STI with polymorphism

In a Rails 8 app I’m building, there’s a model with a polymorphic association to a model stored in a STI table. Here’s a simplified example of the model:

class Presence < ApplicationRecord
  belongs_to :publishable, polymorphic: true
end

Then there’s the base class for the STI model:

class Grouping < ApplicationRecord
end

And the subclass:

class Blog < Grouping
  has_one :presence, as: :publishable
end

The problem with this setup is that Blog.presence will return nil, even if the record exists. That’s because the presence association looks for the base class rather than the subclass:

SELECT \"groupings.*\" FROM \"groupings\" WHERE \"groupings\".\"type\" = 'Grouping'

After digging through Rails’ source code, I found that overwriting the polymorphic_name on the class solves the issue:

class Blog < Grouping
  has_one :presence, as: :publishable

  def self.polymorphic_name = name
end

Now the correct class name is used in the query and everything works as expected. The full test suite runs green, and there are no side-effects so far, although it seems odd to me that the polymorphic_name of the base class is used by default.

But how safe is it to do this? Will it possibly break something else in the future? And is there a better approach?

Isn’t Blog.presence calling the Object#presence method, rather than referring to a has_one association? Object

1 Like

Hmm, you’re right. Not sure if that’s the issue, but I should change that anyway. Thanks for pointing it out!

I attempted to reproduce the issue, but the following test was successful.

Is there any prerequisite I might be overlooking?

# frozen_string_literal: true

require "bundler/inline"

gemfile(true) do
  source "https://rubygems.org"

  gem "rails"
  # If you want to test against edge Rails replace the previous line with this:
  # gem "rails", github: "rails/rails", branch: "main"

  gem "sqlite3"
end

require "active_record/railtie"
require "minitest/autorun"

# This connection will do for database-independent bug reports.
ENV["DATABASE_URL"] = "sqlite3::memory:"

class TestApp < Rails::Application
  config.load_defaults Rails::VERSION::STRING.to_f
  config.eager_load = false
  config.logger = Logger.new($stdout)
  config.secret_key_base = "secret_key_base"

  config.active_record.encryption.primary_key = "primary_key"
  config.active_record.encryption.deterministic_key = "deterministic_key"
  config.active_record.encryption.key_derivation_salt = "key_derivation_salt"
end
Rails.application.initialize!

ActiveRecord::Schema.define do
  create_table :groupings, force: true do |t|
    t.string :type
  end

  create_table :presences, force: true do |t|
    t.integer :publishable_id
    t.string :publishable_type
  end
end

class Grouping < ActiveRecord::Base
end

class Blog < Grouping
  has_one :presence, as: :publishable
end

class Presence < ActiveRecord::Base
  belongs_to :publishable, polymorphic: true
end

class BugTest < ActiveSupport::TestCase
  def test_association_stuff
    blog = Blog.create!
    blog.create_presence!

    blog = Blog.first
    assert blog.presence
    assert_equal blog.presence.id, Presence.first.id
    assert_equal blog.id, Presence.first.publishable.id
  end
end

Thanks for digging deeper into it. Meanwhile, I’ve renamed the :presence association to :publication, which in hindsight is more intuitive anyway. After doing so, the issue went away, and now I can’t reproduce it. So maybe it was a clash with the presence method, perhaps some unexpected side effect? I’m not sure, but everything is working as expected now.

Rails API documentation states:

Using polymorphic associations in combination with single table inheritance (STI) is a little tricky. In order for the associations to work as expected, ensure that you store the base model for the STI models in the type column of the polymorphic association.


[Problem details]: Please copy every line with the string "remaining" from the entries below.

[Records from a data collection]:

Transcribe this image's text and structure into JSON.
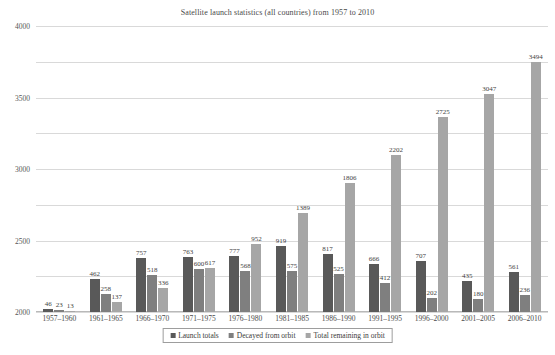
{
  "chart_data": {
    "type": "bar",
    "title": "Satellite launch statistics (all countries) from 1957 to 2010",
    "xlabel": "",
    "ylabel": "",
    "ylim": [
      0,
      4000
    ],
    "yticks": [
      0,
      500,
      1000,
      1500,
      2000,
      2500,
      3000,
      3500,
      4000
    ],
    "grid": true,
    "legend_position": "bottom",
    "categories": [
      "1957–1960",
      "1961–1965",
      "1966–1970",
      "1971–1975",
      "1976–1980",
      "1981–1985",
      "1986–1990",
      "1991–1995",
      "1996–2000",
      "2001–2005",
      "2006–2010"
    ],
    "series": [
      {
        "name": "Launch totals",
        "color": "#595959",
        "values": [
          46,
          462,
          757,
          763,
          777,
          919,
          817,
          666,
          707,
          435,
          561
        ]
      },
      {
        "name": "Decayed from orbit",
        "color": "#7f7f7f",
        "values": [
          23,
          258,
          518,
          600,
          568,
          575,
          525,
          412,
          202,
          180,
          236
        ]
      },
      {
        "name": "Total remaining in orbit",
        "color": "#a6a6a6",
        "values": [
          13,
          137,
          336,
          617,
          952,
          1389,
          1806,
          2202,
          2725,
          3047,
          3494
        ]
      }
    ]
  },
  "legend": {
    "items": [
      {
        "label": "Launch totals"
      },
      {
        "label": "Decayed from orbit"
      },
      {
        "label": "Total remaining in orbit"
      }
    ]
  }
}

[Solution for this exercise]:
        "name": "Total remaining in orbit",
        "label": "Total remaining in orbit"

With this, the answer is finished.